Sven Halvar Löfgren
Born | 1910 |
Died | 1978 |
Related eponyms
Biography of Sven Halvar Löfgren
Sven Halvar Löfgren was the second of six children born to August Löfgren, a landowner, and Hilma Elasson. He distinguished himself in school and graduated from the gymnasium with outstanding marks. He studied medicine at the Karolinska institute in Stockholm, becoming a medical licentiate in 1935. He defended his doctoral dissertation at the Karolinska institutet on May 18, 1946 and subsequently became a docent - lecturer - of internal medicine. In 1971 the title of professor, an unusual honour in Sweden for a physician practising outside a university department.
Löfgren spent his entire clinical career at St. Görans sjukhus in Stockholm. At first he was deputy head physician, later he succeeded professor Alf Westergren (1891-1968). However, his medical role model was docent Folke Lindstedt, physician-in-chief at the department of internal medicine at St. Göran. He was also influenced by Jörgen Nilsen Schaumann (1879-1953). In 1963 he hosted a highly successful international congress on sarcoidosis in Stockholm.
Löfgren was a shy, reserved man who loved his family and St. Göran's Hospital. His wife was also a physician and the couple had four children.
Bibliography
- Folke Lindström, Bertil Lindblom:
Sven Löfgren. Hans observationer ledde fram til ökad kunnskap om akut sarkoidosartritt.
Läkartidningen, Stockholm, 1986, 83 (37): 127-128.
In the series: Mannen bakom syndromet [The Man Behind the Syndrome]. - D. Geraint James:
The sarcoidosis movement and its personalities.
Journal of Medical Biography, 1995, 3 (3): 151-152.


◆ Directions: Type out all the data below, word for word.

Saved entries
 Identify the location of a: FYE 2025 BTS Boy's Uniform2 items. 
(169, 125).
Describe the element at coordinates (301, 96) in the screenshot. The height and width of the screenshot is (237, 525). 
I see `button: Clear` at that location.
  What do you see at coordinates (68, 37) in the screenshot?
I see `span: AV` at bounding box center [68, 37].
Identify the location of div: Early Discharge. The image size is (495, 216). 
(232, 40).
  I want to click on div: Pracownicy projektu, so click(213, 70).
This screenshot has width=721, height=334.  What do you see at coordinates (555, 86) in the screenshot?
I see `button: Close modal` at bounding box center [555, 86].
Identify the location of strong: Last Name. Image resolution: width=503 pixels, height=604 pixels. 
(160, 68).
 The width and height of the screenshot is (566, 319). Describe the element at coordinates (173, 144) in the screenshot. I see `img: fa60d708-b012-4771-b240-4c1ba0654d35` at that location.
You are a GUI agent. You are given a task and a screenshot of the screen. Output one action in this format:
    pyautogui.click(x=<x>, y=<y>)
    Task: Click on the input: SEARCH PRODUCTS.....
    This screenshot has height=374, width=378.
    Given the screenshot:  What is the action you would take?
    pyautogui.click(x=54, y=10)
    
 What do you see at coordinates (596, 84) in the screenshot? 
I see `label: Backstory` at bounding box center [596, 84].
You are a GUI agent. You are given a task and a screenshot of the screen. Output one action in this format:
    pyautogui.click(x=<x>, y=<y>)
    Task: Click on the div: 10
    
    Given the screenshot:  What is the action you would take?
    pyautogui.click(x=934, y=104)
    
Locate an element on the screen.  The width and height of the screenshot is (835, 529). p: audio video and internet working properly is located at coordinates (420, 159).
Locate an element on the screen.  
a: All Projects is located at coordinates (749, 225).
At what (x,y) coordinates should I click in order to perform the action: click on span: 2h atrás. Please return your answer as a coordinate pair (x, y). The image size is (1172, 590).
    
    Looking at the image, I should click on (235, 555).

◆ Answer to this exercise:
 Identify the location of a: FYE 2025 BTS Boy's Uniform2 items. 
(169, 125).
Describe the element at coordinates (301, 96) in the screenshot. The height and width of the screenshot is (237, 525). 
I see `button: Clear` at that location.
  What do you see at coordinates (68, 37) in the screenshot?
I see `span: AV` at bounding box center [68, 37].
Identify the location of div: Early Discharge. The image size is (495, 216). 
(232, 40).
  I want to click on div: Pracownicy projektu, so click(213, 70).
This screenshot has width=721, height=334.  What do you see at coordinates (555, 86) in the screenshot?
I see `button: Close modal` at bounding box center [555, 86].
Identify the location of strong: Last Name. Image resolution: width=503 pixels, height=604 pixels. 
(160, 68).
 The width and height of the screenshot is (566, 319). Describe the element at coordinates (173, 144) in the screenshot. I see `img: fa60d708-b012-4771-b240-4c1ba0654d35` at that location.
You are a GUI agent. You are given a task and a screenshot of the screen. Output one action in this format:
    pyautogui.click(x=<x>, y=<y>)
    Task: Click on the input: SEARCH PRODUCTS.....
    This screenshot has height=374, width=378.
    Given the screenshot:  What is the action you would take?
    pyautogui.click(x=54, y=10)
    
 What do you see at coordinates (596, 84) in the screenshot? 
I see `label: Backstory` at bounding box center [596, 84].
You are a GUI agent. You are given a task and a screenshot of the screen. Output one action in this format:
    pyautogui.click(x=<x>, y=<y>)
    Task: Click on the div: 10
    
    Given the screenshot:  What is the action you would take?
    pyautogui.click(x=934, y=104)
    
Locate an element on the screen.  The width and height of the screenshot is (835, 529). p: audio video and internet working properly is located at coordinates (420, 159).
Locate an element on the screen.  
a: All Projects is located at coordinates (749, 225).
At what (x,y) coordinates should I click in order to perform the action: click on span: 2h atrás. Please return your answer as a coordinate pair (x, y). The image size is (1172, 590).
    
    Looking at the image, I should click on (235, 555).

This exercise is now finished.